[lbo-talk] Re: The Housing Bubble

Marvin Gandall marvgandall at rogers.com
Thu Jul 8 16:58:46 PDT 2004


My sense is the current housing bubble seems to have been pumped up by the widespread growth of condominium ownership. I don't know to what extent, but I expect it is significant. Many have been purchased as rental properties ("buy to let") by small investors (not all of them affluent) looking for a hot alternative to a sluggish and uncertain stock market. It used to be that developers administered and rented their apartment units directly. Now they turn them into condos and sell the units to individuals who assume the administrative overhead and risk along with the income stream. This form of real estate securitization, along with REITs, parallels the evolution of banking, with banks offloading risk onto investors by bundling mortgages and other loans for purchase and sale in the market. As interest rates rise, in addition to the customary pressures (reduced demand, foreclosures), you have to assume the drying up of this speculative activity will accelerate any decline in residential real estate values, but others on the list would know more about this than I.

Marv Gandall

----- Original Message ----- From: "Jim Westrich" <westrich at nodimension.com> To: <lbo-talk at lbo-talk.org> Sent: Thursday, July 08, 2004 5:10 PM Subject: Re: [lbo-talk] Re: The Housing Bubble


> I have no great insight into the general bubble phenomenon but based on my
own
> experience living in and trying to buy a place in the Boston area I have
two
> smaller observations. Clearly, the amount of square footage per person is
> growing (both social and demographic factors confound the impact of
> income--longer hours at work has meant a somewhat paradoxical substitution
> effect of more home demanded to make up for less time). Also, housing is
> bought by people outside of the area (i.e., second homes). In the Boston
area,
> lots of out of state and international wealthy drive up prices at the high
end
> (multiple homes appear to be socially chic and justifiable as investment
in the
> bubble). They would not show up in any income ranking of the area unless
they
> were full-time residents. See Cape Cod below as well.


→ **What is being asked**
From the line containing "xyxy pixel coordinates" through the final line of the records, reproduce every line exactly.

→ **Stored items**
#####
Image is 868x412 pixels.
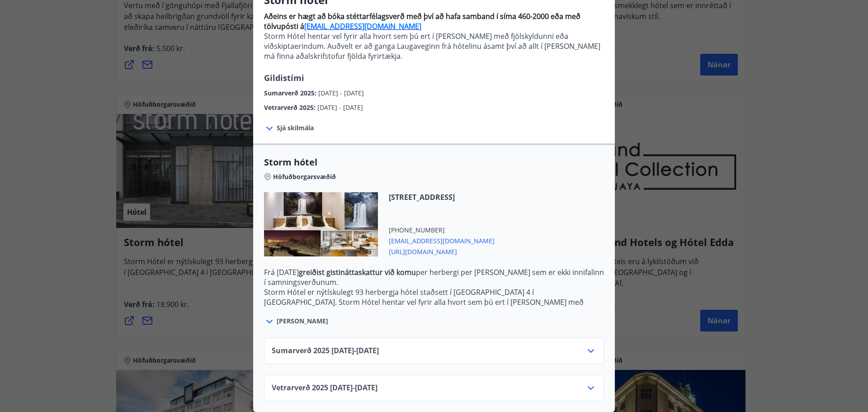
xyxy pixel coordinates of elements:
[277,317,328,325] span: [PERSON_NAME]
[304,21,421,31] a: [EMAIL_ADDRESS][DOMAIN_NAME]
[273,172,336,182] span: Höfuðborgarsvæðið
[299,267,415,277] strong: greiðist gistináttaskattur við komu
[318,103,363,111] span: [DATE] - [DATE]
[389,226,494,235] span: [PHONE_NUMBER]
[389,245,494,256] span: [URL][DOMAIN_NAME]
[264,103,318,111] span: Vetrarverð 2025 :
[264,11,580,31] strong: Aðeins er hægt að bóka stéttarfélagsverð með því að hafa samband í síma 460-2000 eða með tölvupós...
[264,88,318,97] span: Sumarverð 2025 :
[264,267,604,287] p: Frá [DATE] per herbergi per [PERSON_NAME] sem er ekki innifalinn í samningsverðunum.
[389,235,494,245] span: [EMAIL_ADDRESS][DOMAIN_NAME]
[264,287,604,327] p: Storm Hótel er nýtískulegt 93 herbergja hótel staðsett í [GEOGRAPHIC_DATA] 4 í [GEOGRAPHIC_DATA]....
[277,124,314,132] span: Sjá skilmála
[264,31,604,61] p: Storm Hótel hentar vel fyrir alla hvort sem þú ert í [PERSON_NAME] með fjölskyldunni eða viðskipt...
[264,156,604,168] span: Storm hótel
[389,192,494,202] span: [STREET_ADDRESS]
[264,72,304,83] span: Gildistími
[318,88,364,97] span: [DATE] - [DATE]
#####
→ **Written answer**
xyxy pixel coordinates of elements:
[277,317,328,325] span: [PERSON_NAME]
[304,21,421,31] a: [EMAIL_ADDRESS][DOMAIN_NAME]
[273,172,336,182] span: Höfuðborgarsvæðið
[299,267,415,277] strong: greiðist gistináttaskattur við komu
[318,103,363,111] span: [DATE] - [DATE]
[389,226,494,235] span: [PHONE_NUMBER]
[389,245,494,256] span: [URL][DOMAIN_NAME]
[264,103,318,111] span: Vetrarverð 2025 :
[264,11,580,31] strong: Aðeins er hægt að bóka stéttarfélagsverð með því að hafa samband í síma 460-2000 eða með tölvupós...
[264,88,318,97] span: Sumarverð 2025 :
[264,267,604,287] p: Frá [DATE] per herbergi per [PERSON_NAME] sem er ekki innifalinn í samningsverðunum.
[389,235,494,245] span: [EMAIL_ADDRESS][DOMAIN_NAME]
[264,287,604,327] p: Storm Hótel er nýtískulegt 93 herbergja hótel staðsett í [GEOGRAPHIC_DATA] 4 í [GEOGRAPHIC_DATA]....
[277,124,314,132] span: Sjá skilmála
[264,31,604,61] p: Storm Hótel hentar vel fyrir alla hvort sem þú ert í [PERSON_NAME] með fjölskyldunni eða viðskipt...
[264,156,604,168] span: Storm hótel
[389,192,494,202] span: [STREET_ADDRESS]
[264,72,304,83] span: Gildistími
[318,88,364,97] span: [DATE] - [DATE]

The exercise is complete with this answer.